The earlier that birds pair, the better they fare

New research from the University of Oxford, published today in Proc. R. Soc., finds that great tits who meet their future ‘spouses’ earlier in the year are more likely to be successfully when it comes breeding, but that these well-acquainted pairs are just as likely to divorce as pairs that meet closer to the breeding season.

A team of researchers at the Edward Grey Institute, Department of Zoology, Oxford studied great tits in Wytham Woods, Oxford. The researchers used miniature tracking technology to record when individuals first met their future partners, and then monitored the nesting attempts of 383 tracked pairs of birds.

They found that individuals who meet their future partners earlier on in winter are more likely to breed earlier in the spring and subsequently more successful in raising their offspring compared to individuals who meet their future partner with less time to go before the breeding season.

Using statistical models, the researchers show the increased breeding success of these pair-bonded individuals is actually an indirect consequence of their early meeting – whereby earlier laying pairs laid more eggs, and their young then had higher hatching and fledgling success.

Interestingly, there was no direct influence of the length of the initial pairing period on the likelihood that a couple would remain together, or ‘divorce’ after their first breeding. While it’s difficult to pinpoint the exact moment these couples became a pair, evidence shows that the more familiar they are before the breeding season, the more successful their partnership will be. This is known as the ‘mate familiarity effect’, as familiar partners have improved coordination, cooperation, and responsiveness – as with humans, the more we know about how to care for our partners, the better we are at it.

The study used fine-scale tracking technology to gather six years’ of data on pre-breeding social associations of individually marked great tits, and spring breeding data from the same

Dr Culina says: ‘It is so amazing that we have all this technology today, so we can learn what happens with these little birds and their relationships as they forage in winter flocks. Most of what we know about partnership in birds comes from the breeding season, but we are becoming increasingly aware that time before breeding plays an important role in pair dynamics of socially monogamous species, as our study shows.’

Written as a combination of Dr Antica Culina’s PhD thesis at Oxford and her current research project at NIOO-KNAW, this is only the third study on the influence of relationship length on breeding success, and the first to have been carried out on a wild population.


→ **INSTRUCTIONS FOR THE TASK**: On how many lines of the data below does the word "Period" appear? Reply with the number only.

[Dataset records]
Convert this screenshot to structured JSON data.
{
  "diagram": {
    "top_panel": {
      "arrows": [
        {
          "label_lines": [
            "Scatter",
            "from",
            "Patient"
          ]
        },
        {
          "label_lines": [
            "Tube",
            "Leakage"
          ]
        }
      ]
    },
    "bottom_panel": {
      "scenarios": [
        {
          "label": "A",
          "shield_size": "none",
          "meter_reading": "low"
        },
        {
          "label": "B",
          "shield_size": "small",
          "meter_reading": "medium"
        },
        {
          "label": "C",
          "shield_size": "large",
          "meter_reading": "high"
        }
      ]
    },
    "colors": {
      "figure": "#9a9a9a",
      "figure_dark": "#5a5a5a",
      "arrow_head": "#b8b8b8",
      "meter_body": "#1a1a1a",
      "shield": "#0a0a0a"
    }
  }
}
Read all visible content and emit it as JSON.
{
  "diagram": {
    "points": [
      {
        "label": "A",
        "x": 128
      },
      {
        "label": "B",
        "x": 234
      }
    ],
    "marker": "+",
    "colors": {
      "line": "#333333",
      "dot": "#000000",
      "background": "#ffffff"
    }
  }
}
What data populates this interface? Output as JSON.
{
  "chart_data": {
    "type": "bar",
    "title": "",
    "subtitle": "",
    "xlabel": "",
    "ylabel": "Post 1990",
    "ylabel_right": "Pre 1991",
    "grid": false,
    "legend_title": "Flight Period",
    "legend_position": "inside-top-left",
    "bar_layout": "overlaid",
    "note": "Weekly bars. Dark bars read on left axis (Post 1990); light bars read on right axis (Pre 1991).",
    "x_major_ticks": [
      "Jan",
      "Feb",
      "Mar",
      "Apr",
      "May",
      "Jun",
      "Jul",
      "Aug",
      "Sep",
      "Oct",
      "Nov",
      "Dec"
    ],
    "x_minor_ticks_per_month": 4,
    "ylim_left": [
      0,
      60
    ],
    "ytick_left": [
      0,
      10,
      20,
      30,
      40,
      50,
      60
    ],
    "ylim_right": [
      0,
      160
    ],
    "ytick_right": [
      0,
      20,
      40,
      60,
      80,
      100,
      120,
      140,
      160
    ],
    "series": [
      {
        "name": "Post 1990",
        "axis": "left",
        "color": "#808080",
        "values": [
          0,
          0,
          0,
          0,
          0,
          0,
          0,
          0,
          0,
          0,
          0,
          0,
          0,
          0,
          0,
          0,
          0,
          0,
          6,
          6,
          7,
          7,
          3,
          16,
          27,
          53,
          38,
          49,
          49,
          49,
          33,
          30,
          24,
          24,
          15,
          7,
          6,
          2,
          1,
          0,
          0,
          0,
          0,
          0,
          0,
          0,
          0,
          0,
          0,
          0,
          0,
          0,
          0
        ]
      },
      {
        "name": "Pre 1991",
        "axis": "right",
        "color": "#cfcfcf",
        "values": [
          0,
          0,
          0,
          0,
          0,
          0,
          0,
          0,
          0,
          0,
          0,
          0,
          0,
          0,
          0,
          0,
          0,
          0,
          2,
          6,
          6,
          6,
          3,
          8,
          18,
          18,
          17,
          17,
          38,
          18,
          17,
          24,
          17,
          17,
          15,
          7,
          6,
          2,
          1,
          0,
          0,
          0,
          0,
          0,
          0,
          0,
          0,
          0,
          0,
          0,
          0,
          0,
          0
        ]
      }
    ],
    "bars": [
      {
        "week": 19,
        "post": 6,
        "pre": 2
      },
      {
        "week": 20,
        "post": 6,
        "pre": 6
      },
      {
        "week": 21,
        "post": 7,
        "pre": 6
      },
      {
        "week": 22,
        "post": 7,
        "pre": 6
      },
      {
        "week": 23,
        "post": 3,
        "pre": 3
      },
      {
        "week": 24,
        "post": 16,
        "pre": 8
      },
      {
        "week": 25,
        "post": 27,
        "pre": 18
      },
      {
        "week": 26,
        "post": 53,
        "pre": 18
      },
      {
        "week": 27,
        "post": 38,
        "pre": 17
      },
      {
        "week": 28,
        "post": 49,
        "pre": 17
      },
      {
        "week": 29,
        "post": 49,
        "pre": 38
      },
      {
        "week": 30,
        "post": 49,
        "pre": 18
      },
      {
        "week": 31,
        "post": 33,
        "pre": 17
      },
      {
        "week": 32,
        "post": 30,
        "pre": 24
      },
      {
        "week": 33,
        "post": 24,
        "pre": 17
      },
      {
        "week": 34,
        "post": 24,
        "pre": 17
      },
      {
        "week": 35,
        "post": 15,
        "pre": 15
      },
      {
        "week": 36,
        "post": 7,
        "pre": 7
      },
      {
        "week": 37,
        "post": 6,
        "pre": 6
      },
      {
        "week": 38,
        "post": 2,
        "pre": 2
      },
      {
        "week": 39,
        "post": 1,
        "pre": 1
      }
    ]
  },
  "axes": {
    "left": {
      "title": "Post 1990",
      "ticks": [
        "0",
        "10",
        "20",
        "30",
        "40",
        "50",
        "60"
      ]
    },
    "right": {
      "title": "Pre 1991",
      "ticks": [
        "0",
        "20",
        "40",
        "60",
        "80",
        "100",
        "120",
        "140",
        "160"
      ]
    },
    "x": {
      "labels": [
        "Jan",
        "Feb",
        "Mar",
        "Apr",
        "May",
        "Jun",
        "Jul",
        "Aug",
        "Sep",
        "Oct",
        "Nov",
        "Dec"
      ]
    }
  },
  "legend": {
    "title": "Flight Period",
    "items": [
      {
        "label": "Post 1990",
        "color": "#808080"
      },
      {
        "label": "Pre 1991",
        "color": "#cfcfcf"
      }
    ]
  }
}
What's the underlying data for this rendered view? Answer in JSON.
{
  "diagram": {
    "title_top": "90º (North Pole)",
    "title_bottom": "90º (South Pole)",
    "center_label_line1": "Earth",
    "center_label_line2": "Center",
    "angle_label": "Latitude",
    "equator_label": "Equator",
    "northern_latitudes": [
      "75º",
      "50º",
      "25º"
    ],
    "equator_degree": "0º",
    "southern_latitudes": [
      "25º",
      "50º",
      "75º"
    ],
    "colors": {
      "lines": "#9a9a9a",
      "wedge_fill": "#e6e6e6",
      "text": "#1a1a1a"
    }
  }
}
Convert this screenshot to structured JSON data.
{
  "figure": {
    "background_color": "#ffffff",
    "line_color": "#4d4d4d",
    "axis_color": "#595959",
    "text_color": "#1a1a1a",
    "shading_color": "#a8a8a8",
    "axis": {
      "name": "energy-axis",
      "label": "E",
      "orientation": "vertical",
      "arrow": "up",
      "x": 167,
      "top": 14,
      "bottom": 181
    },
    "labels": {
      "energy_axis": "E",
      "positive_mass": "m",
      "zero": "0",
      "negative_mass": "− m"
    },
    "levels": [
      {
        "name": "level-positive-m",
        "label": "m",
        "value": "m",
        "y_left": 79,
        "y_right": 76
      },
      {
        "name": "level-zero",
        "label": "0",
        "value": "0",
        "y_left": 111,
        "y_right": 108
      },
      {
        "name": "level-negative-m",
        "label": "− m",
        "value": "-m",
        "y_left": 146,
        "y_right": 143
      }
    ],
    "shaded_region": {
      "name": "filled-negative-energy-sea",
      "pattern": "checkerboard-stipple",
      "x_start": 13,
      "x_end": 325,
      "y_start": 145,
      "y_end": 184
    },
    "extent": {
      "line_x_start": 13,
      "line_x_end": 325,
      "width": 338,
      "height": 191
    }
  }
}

→ **THE ANSWER**: 2